At night plays were presented which the Melbourne students described as superbly produced and acted. Although these were different each night the theme always followed a pattern of chaos and disintegration until someone saw the light of M.R.A. and by example resolved the situation.

The segregation which obtained at the 5 p.m. session was standard throughout the whole assembly. At meals and at mixed meetings men and women always sat apart. Once when Miss Walker was talking to Krishnan, an M.R.A. man took Krishnan aside and told him that he must resist his urges in talking to women and said that he had had the same problems but had withstood them. This man was shocked by Krishnans immediate reaction. Miss Walker said that at the end of one week when she had never been alone except to have a shower, she revolted and told the members of her group that she was fed up.

During the course of that day other non-M.R.A. people who were similarly affected had asked her what to do and she advised them to adopt absolute honesty and to tell their mentors how resentful they were. As a result she was watched more closely, but in the next two days Miss Walker made a very large number of friends from all parts of the world whose reactions were the same as hers.

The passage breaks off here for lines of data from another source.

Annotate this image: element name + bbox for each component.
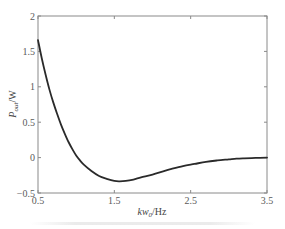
plot-frame bbox=[38, 16, 267, 193]
x-tick-label: 3.5 bbox=[261, 195, 274, 206]
y-tick-label: 2 bbox=[30, 11, 35, 22]
y-axis-label: Pout/W bbox=[7, 90, 20, 119]
pout-curve bbox=[38, 40, 267, 181]
y-tick-label: 0 bbox=[30, 152, 35, 163]
x-tick-label: 1.5 bbox=[108, 195, 121, 206]
x-tick-label: 0.5 bbox=[32, 195, 45, 206]
x-tick-label: 2.5 bbox=[184, 195, 197, 206]
line-chart: −0.500.511.52 0.51.52.53.5 kw0/Hz Pout/W bbox=[0, 0, 285, 229]
y-tick-label: 1.5 bbox=[23, 46, 36, 57]
x-axis-ticks: 0.51.52.53.5 bbox=[32, 16, 274, 206]
x-axis-label: kw0/Hz bbox=[137, 206, 167, 219]
faded-caption bbox=[30, 222, 255, 225]
y-tick-label: 1 bbox=[30, 81, 35, 92]
y-tick-label: 0.5 bbox=[23, 117, 36, 128]
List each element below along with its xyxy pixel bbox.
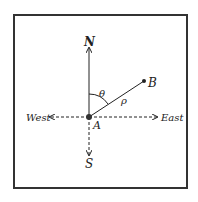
- radius-line: [89, 81, 144, 117]
- label-south: S: [85, 157, 93, 171]
- label-west: West: [26, 112, 52, 123]
- label-a: A: [92, 119, 101, 132]
- label-east: East: [160, 112, 184, 123]
- point-b-dot: [142, 79, 146, 83]
- label-theta: θ: [99, 88, 105, 99]
- label-b: B: [147, 76, 157, 90]
- label-rho: ρ: [120, 95, 127, 106]
- compass-diagram: N S East West A B θ ρ: [0, 0, 198, 202]
- origin-mark: [86, 114, 92, 120]
- label-north: N: [83, 35, 96, 49]
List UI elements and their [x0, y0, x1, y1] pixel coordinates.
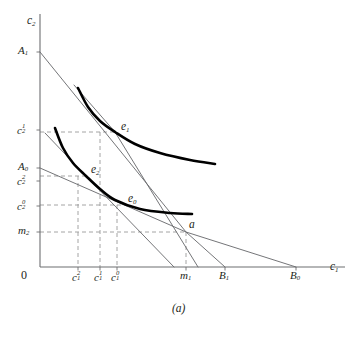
- point-label-a: a: [189, 219, 195, 231]
- x-axis-label: c1: [330, 261, 339, 273]
- origin-label: 0: [21, 269, 27, 281]
- x-tick-label-c1_1: c11: [94, 270, 104, 283]
- budget-line: [45, 133, 174, 267]
- y-tick-label-c2_2: c22: [17, 174, 27, 187]
- point-label-e2: e2: [91, 164, 100, 176]
- y-tick-label-m2: m2: [18, 225, 29, 236]
- axis-tick-marks: [37, 52, 297, 271]
- y-tick-label-A1: A1: [18, 45, 28, 56]
- point-label-e1: e1: [121, 121, 130, 133]
- y-tick-label-c2_1: c12: [17, 123, 27, 136]
- y-tick-label-c2_0: c02: [17, 199, 27, 212]
- x-tick-label-B1: B1: [219, 270, 229, 281]
- x-tick-label-B0: B0: [290, 270, 300, 281]
- y-axis-label: c2: [27, 15, 36, 27]
- x-tick-label-c1_0: c01: [111, 270, 121, 283]
- point-label-e0: e0: [128, 193, 137, 205]
- y-tick-label-A0: A0: [18, 161, 28, 172]
- budget-line: [40, 52, 225, 267]
- x-tick-label-c1_2: c21: [72, 270, 82, 283]
- figure-container: c2c10A1c12A0c22c02m2c21c11c01m1B1B0e1e2e…: [0, 0, 356, 338]
- figure-caption: (a): [172, 303, 185, 315]
- x-tick-label-m1: m1: [180, 270, 191, 281]
- indifference-curve: [55, 128, 192, 214]
- diagram-canvas: [0, 0, 356, 338]
- indifference-curve: [78, 88, 215, 164]
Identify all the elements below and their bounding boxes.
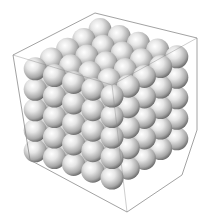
sphere xyxy=(101,126,124,149)
sphere xyxy=(101,105,124,128)
sphere xyxy=(101,167,124,190)
sphere xyxy=(101,85,124,108)
lattice-scene xyxy=(0,0,209,224)
sphere xyxy=(101,146,124,169)
sphere-lattice xyxy=(24,18,189,189)
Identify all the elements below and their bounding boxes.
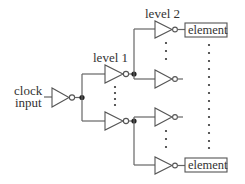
level2-bottom-ellipsis-icon xyxy=(165,130,167,148)
level2-buffer-1 xyxy=(155,21,177,38)
inverter-bubble-icon xyxy=(173,77,178,82)
buffer-triangle-icon xyxy=(155,108,172,126)
buffer-triangle-icon xyxy=(155,157,172,174)
level2-buffer-4 xyxy=(155,157,177,174)
level2-label: level 2 xyxy=(145,6,180,21)
inverter-bubble-icon xyxy=(173,27,178,32)
level1-top-buffer xyxy=(105,65,129,83)
buffer-triangle-icon xyxy=(105,112,123,130)
element-bottom: element xyxy=(185,158,228,172)
level1-label: level 1 xyxy=(93,50,128,65)
buffer-triangle-icon xyxy=(155,70,172,88)
buffer-triangle-icon xyxy=(155,21,172,38)
level2-buffer-2 xyxy=(155,70,177,88)
inverter-bubble-icon xyxy=(123,71,128,76)
buffer-triangle-icon xyxy=(52,88,69,107)
clock-input-label-line2: input xyxy=(15,95,42,110)
clock-tree-diagram: clock input level 1 level 2 xyxy=(0,0,245,184)
element-ellipsis-icon xyxy=(208,44,210,149)
root-buffer xyxy=(52,88,75,107)
level1-bottom-buffer xyxy=(105,112,129,130)
level2-buffer-3 xyxy=(155,108,177,126)
element-bottom-label: element xyxy=(188,158,228,172)
element-top-label: element xyxy=(188,23,228,37)
inverter-bubble-icon xyxy=(69,95,74,100)
level1-ellipsis-icon xyxy=(114,86,116,106)
element-top: element xyxy=(185,23,228,37)
inverter-bubble-icon xyxy=(123,118,128,123)
inverter-bubble-icon xyxy=(173,115,178,120)
buffer-triangle-icon xyxy=(105,65,123,83)
level2-top-ellipsis-icon xyxy=(165,42,167,60)
inverter-bubble-icon xyxy=(173,163,178,168)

Krishnan, too, was one of the few men who continued smoking at the Assembly. Rebels came flocking to him as he stood smoking like a beacon on a counter-revolutionary hill.

As a result of these contacts the Australian visitors arranged a mixed dinner for one evening meal "which was met with freezing expressions and brought mutterings of disapproval from other tables." Miss Walker said, "We laughed so much at that meal that one of the male members of our party said there was not time for one impure thought to pass his mind while the onlookers were madly thinking impure thoughts about us."

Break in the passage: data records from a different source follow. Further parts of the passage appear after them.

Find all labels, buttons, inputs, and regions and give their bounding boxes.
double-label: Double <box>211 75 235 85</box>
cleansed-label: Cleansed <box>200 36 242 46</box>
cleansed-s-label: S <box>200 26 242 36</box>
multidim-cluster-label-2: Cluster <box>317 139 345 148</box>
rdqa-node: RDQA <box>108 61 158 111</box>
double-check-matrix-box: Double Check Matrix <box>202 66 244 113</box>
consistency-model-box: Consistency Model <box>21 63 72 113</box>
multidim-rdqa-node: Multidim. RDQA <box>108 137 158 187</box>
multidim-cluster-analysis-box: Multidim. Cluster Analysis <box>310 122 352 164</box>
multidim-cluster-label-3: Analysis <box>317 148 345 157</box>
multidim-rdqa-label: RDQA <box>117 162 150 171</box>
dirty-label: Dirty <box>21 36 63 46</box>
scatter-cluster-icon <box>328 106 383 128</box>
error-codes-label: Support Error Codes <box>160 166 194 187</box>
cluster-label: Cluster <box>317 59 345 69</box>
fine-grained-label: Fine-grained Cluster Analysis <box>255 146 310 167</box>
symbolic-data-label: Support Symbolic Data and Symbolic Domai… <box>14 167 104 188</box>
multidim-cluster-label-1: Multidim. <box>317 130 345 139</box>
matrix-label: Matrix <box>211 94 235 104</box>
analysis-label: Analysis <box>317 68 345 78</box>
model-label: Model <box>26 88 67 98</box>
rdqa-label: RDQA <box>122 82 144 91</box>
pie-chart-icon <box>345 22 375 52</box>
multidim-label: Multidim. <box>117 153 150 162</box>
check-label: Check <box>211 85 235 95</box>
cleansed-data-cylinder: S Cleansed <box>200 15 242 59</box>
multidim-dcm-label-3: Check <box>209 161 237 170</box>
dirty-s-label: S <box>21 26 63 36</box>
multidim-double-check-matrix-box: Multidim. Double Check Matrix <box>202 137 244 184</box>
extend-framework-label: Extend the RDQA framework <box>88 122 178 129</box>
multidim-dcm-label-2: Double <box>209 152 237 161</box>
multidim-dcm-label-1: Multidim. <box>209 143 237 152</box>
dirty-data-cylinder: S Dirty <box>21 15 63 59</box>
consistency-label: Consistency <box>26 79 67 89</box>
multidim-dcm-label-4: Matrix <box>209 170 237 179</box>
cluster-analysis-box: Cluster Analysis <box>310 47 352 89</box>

The night before Miss Walker was sent home a man told her that she was a "distracting and disturbing influence and the sort of person who knocked down all the work of M.R.A. in one blow."

The next day she was summoned to afternoon tea "with a few friends". At 4 p.m. the party went to one of Mackinac Island's old colonial homes and was treated to a terribly refined afternoon tea, in the course of which Miss Walker was told: "We have decided it is time for you to go." In response to her questions the group would not specify reasons for their decision, but talked about her influence upon the Australian boys and hinted at the necessity of observing the second standard of absolute purity. They told her that in constantly talking to the Australian boys she was wilfully arousing urges. She said that they could see nothing natural or healthy about ordinary conversation between men and women.

Miss Walker said the reason why she was sent home was that she was absolutely honest in accordance with their first standard, and that they could not stand it.

However, she said that she had returned a far better Christian than she had left, since she was most strongly impressed by the necessity for the sort of understanding and compassion that was so lacking at Mackinac.

Krishnan said that the unhealthy mode of segregation led to an unnatural concentration on sexual problems among the men of the conference and also led to a curious attitude toward matrimony.

Krishnan also said that the standard of moral conduct which M.R.A. principles involved-could have very real effects in improving international relations and also industrial relations. But, taken to the unhealthy extremes to which fanatical devotees of M.R.A. took them, they often produced as much harm as good.

(Abridgement of an article in "Farago", journal of the S.R.C., Melbourne University.)